Showing posts with label Mindset. Show all posts
Showing posts with label Mindset. Show all posts

Wednesday, June 19, 2013

In sin, we become unplugged.  When we refuse the givenness of life and withdraw from the present moment, we're left to wander the world undead.  Zombie-like, we wander from one moment to the next with no other goal than to get somewhere else, be someone else, see something else--anywhere, anyone, anything other than what is given here and now.  We're busy.  We've got goals and projects, We've got plans.  We've got fantasies.  We've got daydreams.  We've got regrets and memories.  We've got opinions.  We've got distractions.  We've got games and songs and movies and a thousand TV shows.  We've got anything and everything other than a first-hand awareness of our own lived experience of the present moment. 

If we are not capable of being where we are right now, we will not be capable of being fully present when we arrive at some ostensibly more desirable destination later on.  Thus unplugged, what good would heaven be?

The zombie-life of sin sets us wandering away from the present moment because it sifts everything through a screen of preference that inevitably filters out the absolute givenness of life itself.  Spiritually undead, we see things only in terms of our own (often legitimate) preferences.  Undead, we see things only in terms of our selves.  How will this benefit me?  How will this harm me?  How might this current situation be leveraged for my own profit?  If something doesn't show up as being to my advantage, then typically it doesn't show up at all.  Absent the appearance of what fails to comport with my preferences, the fountain of life is squeezed back to a trickle.\

....

Sin refuses the unconditional givenness of life by imposing its own conditions.

The results are predictable. Striving after the gnat of pleasure, straining away from the sting of pain, we ignore the bulk of life and marvel at our own morbidity.  Failing to be where we are, to receive what is given, to feel what we are feeling, we fantasize instead about what has not come, fret over what has already passed, and are bored to tears by the grace of what is actually present.

Fantasy, fear, and boredom: the hallmarks of sin.

Adam S. Miller, Rube Goldberg Machines, pgs. 11-12
A common feature at work in all of this living is that things are given and things are recieved.  Breath, rest, words, food, excrement, handiwork, sensations, ideas, bodies, and intentions--each of them, the very stuff of life, are given and each of them are recived.  Life is this giving.

A guiding axiom: life is givenness

A theological version of this axiom: life is grace.

Grace names what comes as a gift.  In short, grace names what is given.  Or, more precisely, as Jean-Luc-Marion puts it, grace names the givenness of whatever is given and received.

Givennes names the giving and receiving that constitute life.  It names our interdependence.  It names a dynamic process of exchange, of giving and receiving, acceptance and conversion, that is always already dependent on things outside of itself.  here, to be alive, to give and receive, is to be in an open relation of interdependence with the world for food, air, words, materials, sensations, and companionship.
...

The primary difficulty faced in approaching life in terms of grace is that grace so easily slips the knot of our attention.  Our preoccupation with what is given and received so easily eclipses any awareness of its having been given, of its givenness.  How easy it is to receive a gift from someone and, in light of its heft, shine, and appeal, forget that it is a gift.  How difficult it is to keep its gifted-ness at the forefront of our attention.

Addressing ourselves to the givenness of life (and not just to what is given), will require a kind of focused attention that we don't generlaly employ.  We will have to attend to the immediacy of life with a kind of awareness that we rarely bring to bear.  We will have to shift down a few gears, ease off the gas, and be patient enough to linger with the given-ness of the present moment.  If we are racing off to somewhere else, we will see only what is given and its givnness will fail to appear.

Adam S. Miller, Rube Goldberg Machines, pg. 4-5

Wednesday, January 16, 2013

That's how you know when you have thought too much--when you become a dialogue between You'll probably lose, and You're sure to lose.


— Directions —
Return all the data verbatim but without images.

═════ Input records ═════

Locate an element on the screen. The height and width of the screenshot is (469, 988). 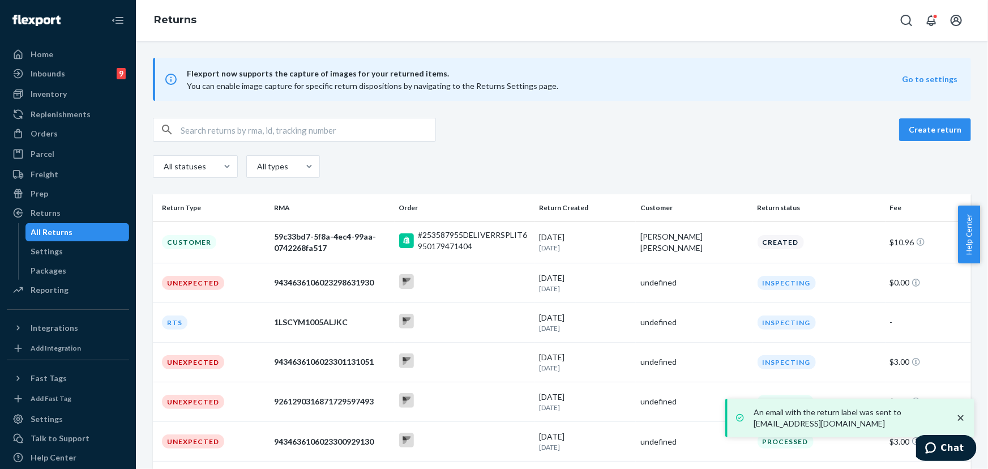
div: Processed is located at coordinates (785, 401).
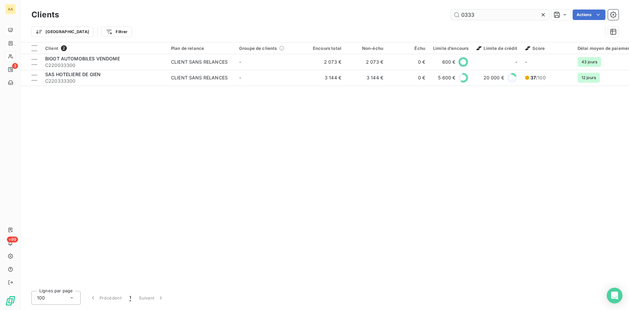  I want to click on div: Limite d’encours, so click(451, 48).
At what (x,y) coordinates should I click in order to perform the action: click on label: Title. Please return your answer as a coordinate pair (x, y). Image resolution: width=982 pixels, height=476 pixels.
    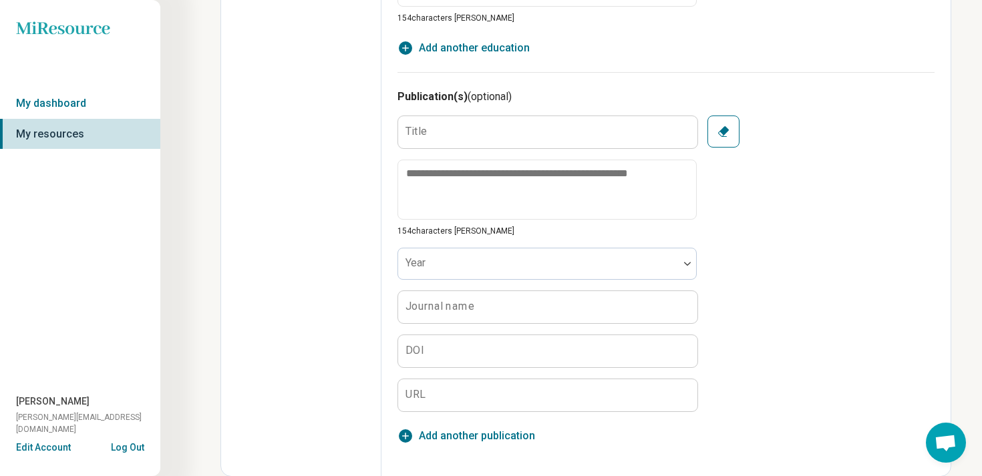
    Looking at the image, I should click on (416, 132).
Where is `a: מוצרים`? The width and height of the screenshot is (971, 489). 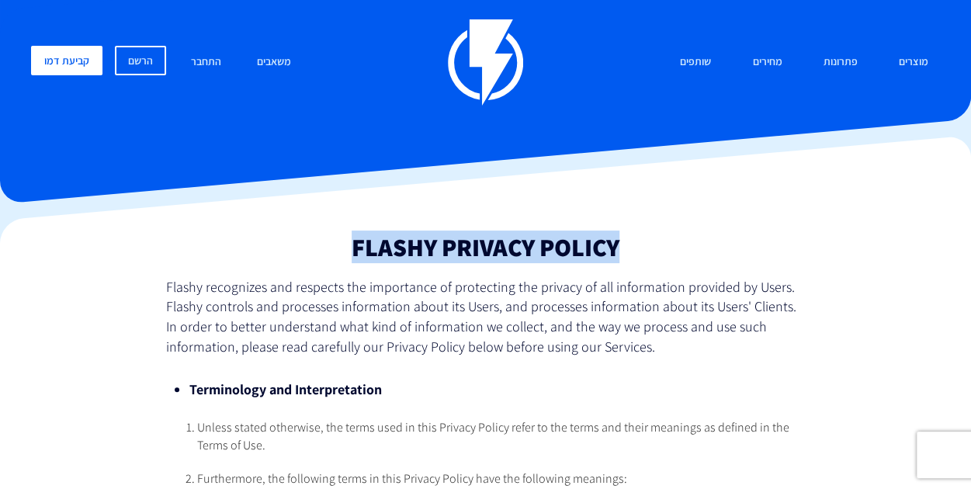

═════

— Answer section —
Locate an element on the screen. The height and width of the screenshot is (469, 988). 
div: Processed is located at coordinates (785, 401).
  I want to click on div: Limite d’encours, so click(451, 48).
At what (x,y) coordinates should I click in order to perform the action: click on label: Title. Please return your answer as a coordinate pair (x, y). Image resolution: width=982 pixels, height=476 pixels.
    Looking at the image, I should click on (416, 132).
Where is `a: מוצרים`? The width and height of the screenshot is (971, 489). 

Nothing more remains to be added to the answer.